The process is far from perfect.
- It relies on process and training, there are no enforced rules and workflow.
- Deployments themselves are manual.
- Content editors can only preview content within the site context after it gets pushed to staging if they don't have a local Jekyll environment.
This is perhaps the biggest gotcha we've encountered so far using Jekyll, especially as we consider which client engagements it will be a good fit for. There are promising solutions, including Development Seed's Jekyll hook project to automate deployment. We're excited to learn from our own experiences and those of others to find the best way for clients to manage their Jekyll sites.
Miscellaneous Jekyll gotchas
A lot of the challenges around using an SSG really depend on where it's hosted and others are inherent to the approach. The items below encapsulate some of our experiences and are just one data point in deciding when Jekyll or another SSG is a good fit.
- GitHub pages and other pure "file system" based approaches don't support true 301 redirects. There are javascript based hacks which are less than ideal. Obviously a bigger issue if upgrading an existing site. ThinkShout.com is hosted on S3, which does support .htaccess style redirect rules.
- Pretty URLs are generally in the form /about/ rather than just /about.
- Contact and other web forms must rely on a third party system to accept and process submissions.
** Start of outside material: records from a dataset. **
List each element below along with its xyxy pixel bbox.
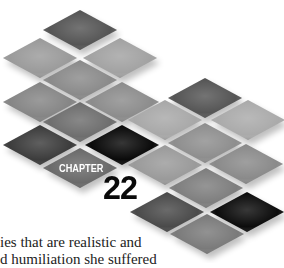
chapter-number: 22 (103, 170, 137, 204)
body-text-line: d humiliation she suffered (0, 251, 200, 268)
body-text-fragment: ies that are realistic and d humiliation… (0, 234, 200, 268)
chapter-label: CHAPTER (59, 163, 103, 174)
body-text-line: ies that are realistic and (0, 234, 200, 251)
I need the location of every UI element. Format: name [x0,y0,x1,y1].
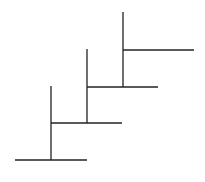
staircase-diagram [0,0,205,182]
diagram-lines [15,12,194,160]
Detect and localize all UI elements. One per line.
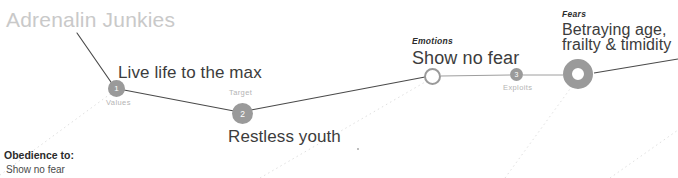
node-number-values: 1 xyxy=(114,84,118,93)
node-circle-emotions[interactable] xyxy=(424,68,441,85)
node-caption-emotions: Emotions xyxy=(412,37,453,47)
page-title: Adrenalin Junkies xyxy=(6,8,175,32)
node-circle-target[interactable]: 2 xyxy=(232,103,253,124)
node-caption-fears: Fears xyxy=(562,10,586,20)
stage-label-values: Values xyxy=(106,99,131,107)
segment-fears-to-exit xyxy=(594,59,678,73)
node-headline-emotions: Show no fear xyxy=(412,48,519,68)
node-circle-exploits[interactable]: 3 xyxy=(510,68,523,81)
node-number-exploits: 3 xyxy=(515,71,519,78)
node-headline-fears-line2: frailty & timidity xyxy=(562,36,671,54)
dotted-guide-far-right xyxy=(610,130,678,178)
segment-node1-to-node2 xyxy=(124,90,234,111)
node-circle-fears[interactable] xyxy=(563,59,593,89)
node-circle-values[interactable]: 1 xyxy=(108,80,125,97)
stage-label-exploits: Exploits xyxy=(503,84,532,92)
footnote-body: Show no fear xyxy=(6,164,65,175)
dotted-guide-right xyxy=(505,78,578,178)
segment-emotions-to-exploits xyxy=(441,75,510,76)
node-number-target: 2 xyxy=(240,109,245,119)
diagram-canvas: Adrenalin Junkies Live life to the max 1… xyxy=(0,0,678,178)
footnote-title: Obedience to: xyxy=(4,150,74,162)
stage-label-target: Target xyxy=(229,89,252,97)
segment-node2-to-emotions xyxy=(251,77,425,110)
node-headline-values: Live life to the max xyxy=(118,63,262,82)
segment-entry-to-node1 xyxy=(77,33,113,85)
stray-dot-marker xyxy=(357,148,359,150)
node-headline-target: Restless youth xyxy=(228,127,341,146)
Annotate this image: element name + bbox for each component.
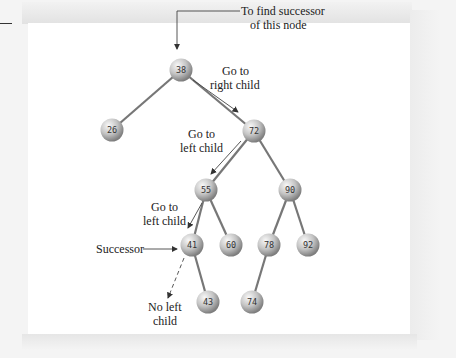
tree-node-26: 26 (101, 119, 124, 142)
node-value: 60 (226, 240, 236, 250)
tree-node-43: 43 (197, 291, 220, 314)
tree-node-60: 60 (220, 234, 243, 257)
start-label-line1: To find successor (241, 4, 325, 18)
node-value: 55 (201, 185, 211, 195)
edge-38-26 (112, 70, 181, 130)
no-left-label-line1: No left (148, 300, 182, 314)
start-label-line2: of this node (250, 18, 307, 32)
tree-node-74: 74 (241, 291, 264, 314)
right-label-line1: Go to (222, 64, 249, 78)
tree-diagram: 3826725590416078924374 To find successor… (0, 0, 456, 358)
node-value: 90 (285, 185, 295, 195)
no-left-label-line2: child (153, 314, 177, 328)
tree-node-55: 55 (195, 179, 218, 202)
tree-nodes: 3826725590416078924374 (101, 59, 320, 314)
node-value: 43 (203, 297, 213, 307)
tree-node-72: 72 (243, 120, 266, 143)
no-left-child-arrow (168, 258, 184, 298)
left2-label-line1: Go to (151, 200, 178, 214)
node-value: 26 (107, 125, 117, 135)
tree-node-90: 90 (279, 179, 302, 202)
node-value: 72 (249, 126, 259, 136)
left1-label-line2: left child (180, 141, 223, 155)
left1-label-line1: Go to (188, 127, 215, 141)
tree-node-41: 41 (181, 234, 204, 257)
node-value: 78 (264, 240, 274, 250)
node-value: 92 (303, 240, 313, 250)
right-label-line2: right child (210, 78, 260, 92)
left2-label-line2: left child (143, 214, 186, 228)
tree-node-78: 78 (258, 234, 281, 257)
node-value: 74 (247, 297, 257, 307)
node-value: 41 (187, 240, 197, 250)
node-value: 38 (176, 65, 186, 75)
tree-node-92: 92 (297, 234, 320, 257)
start-arrow (177, 11, 240, 49)
tree-node-38: 38 (170, 59, 193, 82)
successor-label: Successor (96, 242, 144, 256)
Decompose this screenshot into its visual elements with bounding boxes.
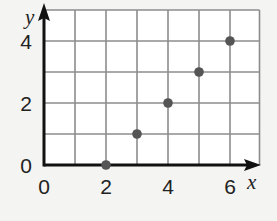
x-tick-label: 4 bbox=[162, 175, 174, 198]
y-tick-label: 4 bbox=[20, 30, 32, 53]
data-point bbox=[194, 67, 204, 77]
data-point bbox=[163, 98, 173, 108]
data-point bbox=[101, 160, 111, 170]
plot-area bbox=[44, 10, 260, 165]
scatter-chart: 0246024 x y bbox=[0, 0, 277, 221]
data-point bbox=[225, 36, 235, 46]
x-tick-label: 2 bbox=[100, 175, 112, 198]
x-axis-label: x bbox=[246, 170, 257, 194]
y-tick-label: 0 bbox=[20, 154, 32, 177]
data-point bbox=[132, 129, 142, 139]
y-tick-label: 2 bbox=[20, 92, 32, 115]
y-axis-label: y bbox=[23, 5, 35, 29]
x-tick-label: 0 bbox=[38, 175, 50, 198]
x-tick-label: 6 bbox=[224, 175, 236, 198]
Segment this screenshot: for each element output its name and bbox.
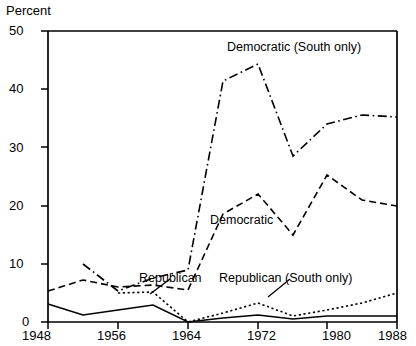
series-line-democratic (48, 175, 397, 291)
series-line-republican-south (118, 292, 397, 322)
leader-line-republican-south (268, 279, 290, 297)
series-line-democratic-south (83, 64, 397, 291)
chart-canvas (0, 0, 416, 346)
line-chart: Percent 50 40 30 20 10 0 1948 1956 1964 … (0, 0, 416, 346)
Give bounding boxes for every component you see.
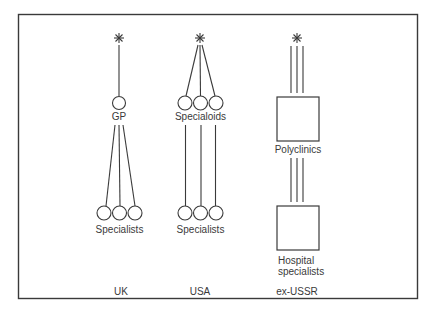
specialist-node	[178, 206, 192, 220]
health-systems-diagram: GP Specialists UK Specialoids Specialist	[0, 0, 436, 323]
asterisk-icon	[114, 33, 124, 43]
specialist-node	[97, 206, 111, 220]
gp-node	[113, 97, 126, 110]
asterisk-icon	[195, 33, 205, 43]
entry-link	[186, 45, 198, 96]
specialoid-node	[178, 96, 192, 110]
specialoid-node	[209, 96, 223, 110]
hospital-specialists-node	[277, 206, 319, 250]
column-uk: GP Specialists UK	[96, 33, 144, 297]
gp-label: GP	[112, 111, 127, 122]
specialoids-label: Specialoids	[175, 111, 226, 122]
specialoid-node	[194, 96, 208, 110]
asterisk-icon	[292, 33, 302, 43]
entry-link	[200, 45, 201, 96]
referral-link	[106, 125, 115, 206]
country-label-usa: USA	[190, 286, 211, 297]
specialist-node	[128, 206, 142, 220]
specialists-label: Specialists	[96, 224, 144, 235]
polyclinics-node	[277, 97, 319, 141]
country-label-uk: UK	[114, 286, 128, 297]
diagram-frame	[19, 15, 418, 299]
hospital-specialists-label-line2: specialists	[278, 266, 324, 277]
country-label-ex-ussr: ex-USSR	[276, 286, 318, 297]
column-usa: Specialoids Specialists USA	[175, 33, 226, 297]
referral-link	[123, 125, 135, 206]
specialist-node	[113, 206, 127, 220]
hospital-specialists-label-line1: Hospital	[278, 255, 314, 266]
entry-link	[202, 45, 215, 96]
specialists-label: Specialists	[177, 224, 225, 235]
column-ex-ussr: Polyclinics Hospital specialists ex-USSR	[275, 33, 324, 297]
referral-link	[119, 125, 120, 206]
polyclinics-label: Polyclinics	[275, 144, 322, 155]
specialist-node	[209, 206, 223, 220]
specialist-node	[194, 206, 208, 220]
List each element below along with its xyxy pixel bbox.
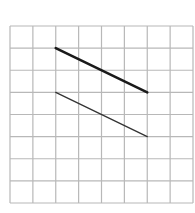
grid-diagram: [0, 0, 195, 213]
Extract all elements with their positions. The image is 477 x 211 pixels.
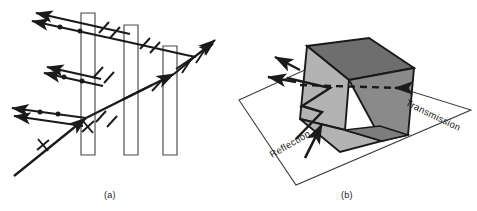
perp-polarization-dot <box>62 75 67 80</box>
perp-polarization-dot <box>56 112 61 117</box>
unpolarized-marker-dot <box>38 139 48 151</box>
caption-b: (b) <box>341 190 353 200</box>
plate-3 <box>163 46 177 155</box>
perp-polarization-dot <box>78 29 83 34</box>
reflected-ray-1b <box>14 116 83 126</box>
reflected-beam-upper <box>275 57 300 70</box>
panel-a <box>12 13 215 176</box>
optics-figure: Transmission Reflection <box>0 0 477 211</box>
reflected-ray-3 <box>32 21 128 42</box>
panel-b: Transmission Reflection <box>239 38 471 185</box>
tick-pair <box>93 67 114 83</box>
tick-pair <box>96 111 117 127</box>
output-polarized-beam <box>174 40 215 74</box>
figure-root: Transmission Reflection (a) (b) <box>0 0 477 211</box>
tick-pair <box>140 38 160 53</box>
perp-polarization-dot <box>80 79 85 84</box>
incident-ray <box>14 118 86 176</box>
perp-polarization-dot <box>38 110 43 115</box>
perp-polarization-dot <box>58 25 63 30</box>
caption-a: (a) <box>104 190 116 200</box>
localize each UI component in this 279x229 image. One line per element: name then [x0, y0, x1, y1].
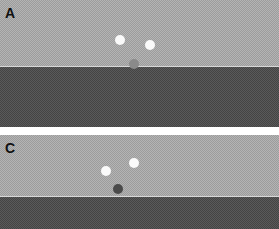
panel-a: A	[0, 0, 279, 127]
lower-dark-region	[0, 197, 279, 229]
lower-dark-region	[0, 67, 279, 127]
gray-dot	[129, 59, 139, 69]
white-dot	[101, 166, 111, 176]
darkdot-dot	[113, 184, 123, 194]
white-dot	[145, 40, 155, 50]
upper-light-region	[0, 135, 279, 196]
panel-label: A	[5, 5, 15, 21]
upper-light-region	[0, 0, 279, 66]
white-dot	[115, 35, 125, 45]
panel-label: C	[5, 140, 15, 156]
panel-c: C	[0, 135, 279, 229]
white-dot	[129, 158, 139, 168]
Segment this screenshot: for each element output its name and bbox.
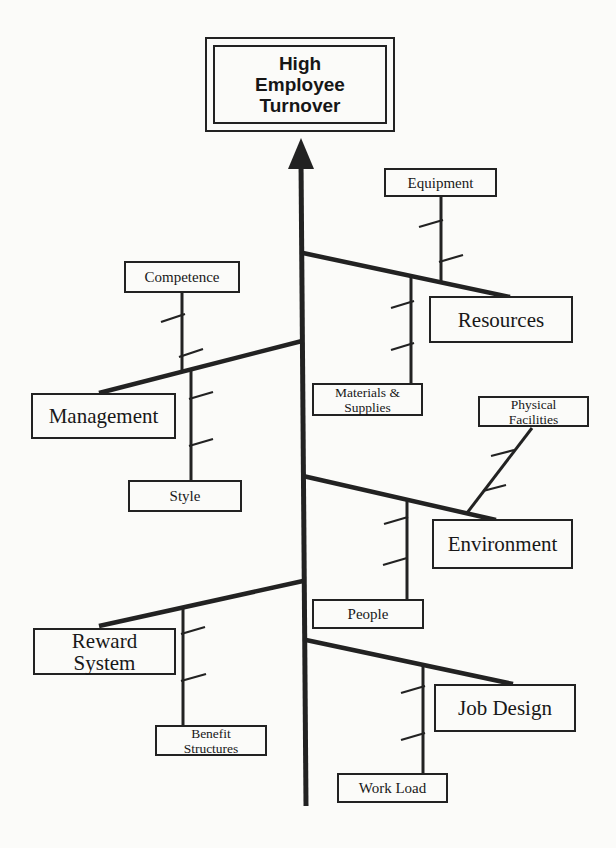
box-label: Physical — [511, 397, 557, 412]
cause-box-materials-supplies: Materials &Supplies — [312, 383, 423, 416]
box-label: Style — [170, 488, 201, 504]
box-label: Facilities — [509, 412, 559, 427]
category-box-environment: Environment — [432, 519, 573, 569]
box-label: Structures — [184, 741, 239, 756]
box-label: Environment — [448, 533, 558, 555]
cause-box-style: Style — [128, 480, 242, 512]
box-label: Materials & — [335, 385, 400, 400]
category-box-reward-system: RewardSystem — [33, 628, 176, 675]
box-label: Benefit — [191, 726, 231, 741]
box-label: Equipment — [408, 175, 474, 191]
box-label: Management — [49, 405, 159, 427]
box-label: People — [348, 606, 389, 622]
category-box-resources: Resources — [429, 296, 573, 343]
box-label: Job Design — [458, 697, 552, 719]
box-label: Reward — [72, 630, 137, 652]
box-label: Resources — [458, 309, 544, 331]
cause-box-competence: Competence — [124, 261, 240, 293]
cause-box-equipment: Equipment — [384, 168, 497, 197]
box-label: Supplies — [344, 400, 391, 415]
cause-box-physical-facilities: PhysicalFacilities — [478, 396, 589, 427]
box-label: System — [74, 652, 136, 674]
category-box-job-design: Job Design — [434, 684, 576, 732]
cause-box-work-load: Work Load — [337, 773, 448, 803]
category-box-management: Management — [31, 393, 176, 439]
box-label: Work Load — [359, 780, 427, 796]
cause-box-people: People — [312, 599, 424, 629]
box-label: Competence — [145, 269, 220, 285]
cause-box-benefit-structures: BenefitStructures — [155, 725, 267, 756]
fishbone-diagram-page: High Employee Turnover ResourcesManageme… — [0, 0, 616, 848]
boxes-layer: ResourcesManagementEnvironmentRewardSyst… — [0, 0, 616, 848]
We tried integrating a Google form and then settled on an embedded ZoHo CRM lead capture form after we settled on ZoHo as our CRM.
- Comments must be handled by a third party provider like Disqus. Since we were excited to switch to Disqus anyways, this was a nonissue.
- Site search must rely on a third party indexer or use a Javascript based approach that doesn't scale or handle non-text assets.
Conclusion
It was fun to use a different platform for our new website. We learned a lot. We love the "light weight" nature of Jekyll and the flexibility it afforded us. We view the project as a major win and would do it all over again. It gave us experience and valuable lessons that we can apply to client engagements.
But Jekyll is far from a panacea for all use cases. It presents many challenges that we don't even have to consider when using Drupal. For projects that require complex data structures, custom application development, site building capabilities for end users, and numerous integrated features, Drupal is an obvious choice. Even more importantly, for projects that need to leverage a rich ecosystem of contributed functionality that relies on a dedicated community, Drupal is an even stronger choice. And we're honored to be a part of that community and continue to engage and contribute to it.
But we had fun with Jekyll, are happy with the results, and look forward to finding exciting use cases for our clients where it will be a great fit.